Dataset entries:
------------------------------
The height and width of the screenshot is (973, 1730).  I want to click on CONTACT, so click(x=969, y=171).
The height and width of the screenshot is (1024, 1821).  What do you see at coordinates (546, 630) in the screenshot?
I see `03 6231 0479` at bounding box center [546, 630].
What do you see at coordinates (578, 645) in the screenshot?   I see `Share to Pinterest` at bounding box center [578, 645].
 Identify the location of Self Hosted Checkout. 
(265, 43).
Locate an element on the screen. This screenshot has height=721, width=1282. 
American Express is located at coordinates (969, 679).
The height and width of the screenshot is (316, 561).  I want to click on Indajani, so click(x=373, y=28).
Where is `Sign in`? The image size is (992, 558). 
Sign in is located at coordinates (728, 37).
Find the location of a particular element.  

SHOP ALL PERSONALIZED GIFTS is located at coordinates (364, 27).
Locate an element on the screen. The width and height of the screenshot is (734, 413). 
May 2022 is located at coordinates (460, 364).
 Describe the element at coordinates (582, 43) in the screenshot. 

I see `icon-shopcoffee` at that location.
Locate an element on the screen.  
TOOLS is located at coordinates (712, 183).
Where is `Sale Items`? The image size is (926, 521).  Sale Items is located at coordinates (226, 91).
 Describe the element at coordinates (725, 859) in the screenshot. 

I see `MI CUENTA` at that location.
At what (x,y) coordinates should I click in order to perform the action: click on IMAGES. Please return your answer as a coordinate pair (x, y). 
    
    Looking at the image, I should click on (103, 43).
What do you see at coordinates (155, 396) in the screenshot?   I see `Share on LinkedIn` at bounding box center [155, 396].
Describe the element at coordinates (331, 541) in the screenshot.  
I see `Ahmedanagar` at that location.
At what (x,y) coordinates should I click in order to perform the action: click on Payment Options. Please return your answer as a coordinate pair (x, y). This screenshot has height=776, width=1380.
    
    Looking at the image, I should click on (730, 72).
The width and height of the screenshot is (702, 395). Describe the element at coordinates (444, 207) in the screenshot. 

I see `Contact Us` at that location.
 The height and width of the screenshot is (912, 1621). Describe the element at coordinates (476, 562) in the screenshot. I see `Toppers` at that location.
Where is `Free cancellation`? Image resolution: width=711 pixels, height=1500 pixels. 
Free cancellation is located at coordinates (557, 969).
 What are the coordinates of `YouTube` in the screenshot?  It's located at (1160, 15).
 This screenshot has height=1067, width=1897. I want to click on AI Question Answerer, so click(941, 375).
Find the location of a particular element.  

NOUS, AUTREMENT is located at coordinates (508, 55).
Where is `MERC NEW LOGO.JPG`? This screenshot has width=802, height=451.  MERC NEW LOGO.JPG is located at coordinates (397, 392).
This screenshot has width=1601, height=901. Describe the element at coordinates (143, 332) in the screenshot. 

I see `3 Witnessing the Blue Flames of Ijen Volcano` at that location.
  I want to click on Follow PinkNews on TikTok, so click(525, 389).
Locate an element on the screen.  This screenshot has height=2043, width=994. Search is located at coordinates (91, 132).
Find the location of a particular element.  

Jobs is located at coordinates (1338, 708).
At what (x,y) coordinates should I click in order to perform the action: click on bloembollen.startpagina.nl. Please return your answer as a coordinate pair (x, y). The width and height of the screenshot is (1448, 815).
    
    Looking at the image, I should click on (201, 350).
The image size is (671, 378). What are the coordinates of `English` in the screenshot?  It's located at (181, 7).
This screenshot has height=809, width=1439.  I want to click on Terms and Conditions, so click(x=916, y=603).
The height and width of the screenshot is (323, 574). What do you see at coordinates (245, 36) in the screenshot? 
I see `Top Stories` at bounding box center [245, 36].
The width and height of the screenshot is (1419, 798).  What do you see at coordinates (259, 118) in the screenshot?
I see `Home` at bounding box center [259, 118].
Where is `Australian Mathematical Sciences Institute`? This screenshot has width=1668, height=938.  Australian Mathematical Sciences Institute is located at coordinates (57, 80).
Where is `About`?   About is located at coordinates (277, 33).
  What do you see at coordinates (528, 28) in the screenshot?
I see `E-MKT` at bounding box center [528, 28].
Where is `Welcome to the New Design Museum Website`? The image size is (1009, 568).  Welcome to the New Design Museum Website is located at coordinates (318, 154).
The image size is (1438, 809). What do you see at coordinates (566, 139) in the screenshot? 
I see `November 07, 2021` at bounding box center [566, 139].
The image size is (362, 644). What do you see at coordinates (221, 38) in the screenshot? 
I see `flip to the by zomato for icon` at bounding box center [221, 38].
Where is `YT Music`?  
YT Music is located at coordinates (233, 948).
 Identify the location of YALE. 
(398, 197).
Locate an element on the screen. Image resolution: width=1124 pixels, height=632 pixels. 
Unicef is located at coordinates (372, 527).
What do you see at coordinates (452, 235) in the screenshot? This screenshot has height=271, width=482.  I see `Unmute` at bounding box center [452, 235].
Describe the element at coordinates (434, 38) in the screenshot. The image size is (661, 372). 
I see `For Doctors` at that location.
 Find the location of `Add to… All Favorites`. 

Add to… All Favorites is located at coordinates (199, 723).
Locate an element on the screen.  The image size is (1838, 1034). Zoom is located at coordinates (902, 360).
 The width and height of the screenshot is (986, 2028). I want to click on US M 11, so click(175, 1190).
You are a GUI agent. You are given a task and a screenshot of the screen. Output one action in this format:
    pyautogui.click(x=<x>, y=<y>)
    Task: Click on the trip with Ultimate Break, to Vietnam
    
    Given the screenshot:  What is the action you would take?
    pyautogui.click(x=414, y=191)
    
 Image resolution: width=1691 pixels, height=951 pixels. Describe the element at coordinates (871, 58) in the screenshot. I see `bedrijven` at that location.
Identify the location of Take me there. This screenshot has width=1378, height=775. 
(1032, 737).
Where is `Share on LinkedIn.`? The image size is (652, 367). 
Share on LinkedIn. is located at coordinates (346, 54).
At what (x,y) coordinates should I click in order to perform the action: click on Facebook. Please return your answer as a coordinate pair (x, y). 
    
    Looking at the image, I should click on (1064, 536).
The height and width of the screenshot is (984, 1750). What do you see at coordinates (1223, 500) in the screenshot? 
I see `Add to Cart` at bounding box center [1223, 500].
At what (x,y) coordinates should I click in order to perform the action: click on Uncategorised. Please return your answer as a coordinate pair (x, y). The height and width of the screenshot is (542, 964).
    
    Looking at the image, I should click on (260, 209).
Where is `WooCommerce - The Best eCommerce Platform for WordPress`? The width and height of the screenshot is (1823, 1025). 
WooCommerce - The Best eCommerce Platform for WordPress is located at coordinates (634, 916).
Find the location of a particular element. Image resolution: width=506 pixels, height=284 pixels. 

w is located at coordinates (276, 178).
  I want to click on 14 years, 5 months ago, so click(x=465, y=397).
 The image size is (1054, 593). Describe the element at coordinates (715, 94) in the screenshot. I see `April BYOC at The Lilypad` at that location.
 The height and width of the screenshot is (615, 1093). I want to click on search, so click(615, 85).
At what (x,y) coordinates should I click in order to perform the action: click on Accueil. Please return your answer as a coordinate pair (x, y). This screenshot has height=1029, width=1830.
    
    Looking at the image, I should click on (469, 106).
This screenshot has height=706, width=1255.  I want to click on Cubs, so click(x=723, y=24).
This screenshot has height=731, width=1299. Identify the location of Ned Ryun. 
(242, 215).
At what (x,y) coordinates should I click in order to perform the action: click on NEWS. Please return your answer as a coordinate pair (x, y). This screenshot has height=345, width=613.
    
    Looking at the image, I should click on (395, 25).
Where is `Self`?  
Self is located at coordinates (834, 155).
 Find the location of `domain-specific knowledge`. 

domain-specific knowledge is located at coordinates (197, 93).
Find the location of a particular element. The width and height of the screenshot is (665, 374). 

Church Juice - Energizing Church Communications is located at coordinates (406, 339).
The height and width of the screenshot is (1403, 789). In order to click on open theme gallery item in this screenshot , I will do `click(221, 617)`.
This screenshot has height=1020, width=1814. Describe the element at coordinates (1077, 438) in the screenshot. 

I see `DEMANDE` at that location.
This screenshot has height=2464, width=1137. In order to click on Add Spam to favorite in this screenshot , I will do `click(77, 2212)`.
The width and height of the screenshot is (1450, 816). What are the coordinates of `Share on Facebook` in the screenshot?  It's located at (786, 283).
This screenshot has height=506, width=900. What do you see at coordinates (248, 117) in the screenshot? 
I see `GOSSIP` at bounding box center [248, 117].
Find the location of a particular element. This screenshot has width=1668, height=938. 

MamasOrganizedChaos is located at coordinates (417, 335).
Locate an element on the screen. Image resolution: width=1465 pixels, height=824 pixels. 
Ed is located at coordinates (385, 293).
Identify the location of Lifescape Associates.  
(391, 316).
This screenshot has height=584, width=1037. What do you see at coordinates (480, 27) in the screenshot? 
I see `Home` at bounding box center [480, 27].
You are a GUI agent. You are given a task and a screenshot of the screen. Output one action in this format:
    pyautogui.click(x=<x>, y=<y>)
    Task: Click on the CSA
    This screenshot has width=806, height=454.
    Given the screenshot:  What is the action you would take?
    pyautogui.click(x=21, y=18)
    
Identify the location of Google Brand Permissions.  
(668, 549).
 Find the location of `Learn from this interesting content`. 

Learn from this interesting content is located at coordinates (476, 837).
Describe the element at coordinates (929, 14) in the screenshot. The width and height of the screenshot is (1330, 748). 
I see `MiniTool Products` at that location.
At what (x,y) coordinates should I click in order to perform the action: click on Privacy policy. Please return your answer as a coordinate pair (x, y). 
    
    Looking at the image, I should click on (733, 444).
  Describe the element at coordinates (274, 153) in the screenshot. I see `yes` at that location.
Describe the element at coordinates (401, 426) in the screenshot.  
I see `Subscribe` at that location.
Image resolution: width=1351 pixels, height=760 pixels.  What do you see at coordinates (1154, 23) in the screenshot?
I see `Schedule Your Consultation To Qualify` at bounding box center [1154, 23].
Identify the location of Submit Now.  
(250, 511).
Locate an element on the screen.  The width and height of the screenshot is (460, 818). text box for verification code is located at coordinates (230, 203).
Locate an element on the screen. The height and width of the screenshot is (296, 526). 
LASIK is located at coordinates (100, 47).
------------------------------
**Instructions to follow:**
Reproduce the entries above exactly, but only the lines between the line holding "has height=345, width=613." and the line holding "The height and width of the screenshot is (1403, 789).", inclusive.

**Expected answer:**
At what (x,y) coordinates should I click in order to perform the action: click on NEWS. Please return your answer as a coordinate pair (x, y). This screenshot has height=345, width=613.
    
    Looking at the image, I should click on (395, 25).
Where is `Self`?  
Self is located at coordinates (834, 155).
 Find the location of `domain-specific knowledge`. 

domain-specific knowledge is located at coordinates (197, 93).
Find the location of a particular element. The width and height of the screenshot is (665, 374). 

Church Juice - Energizing Church Communications is located at coordinates (406, 339).
The height and width of the screenshot is (1403, 789). In order to click on open theme gallery item in this screenshot , I will do `click(221, 617)`.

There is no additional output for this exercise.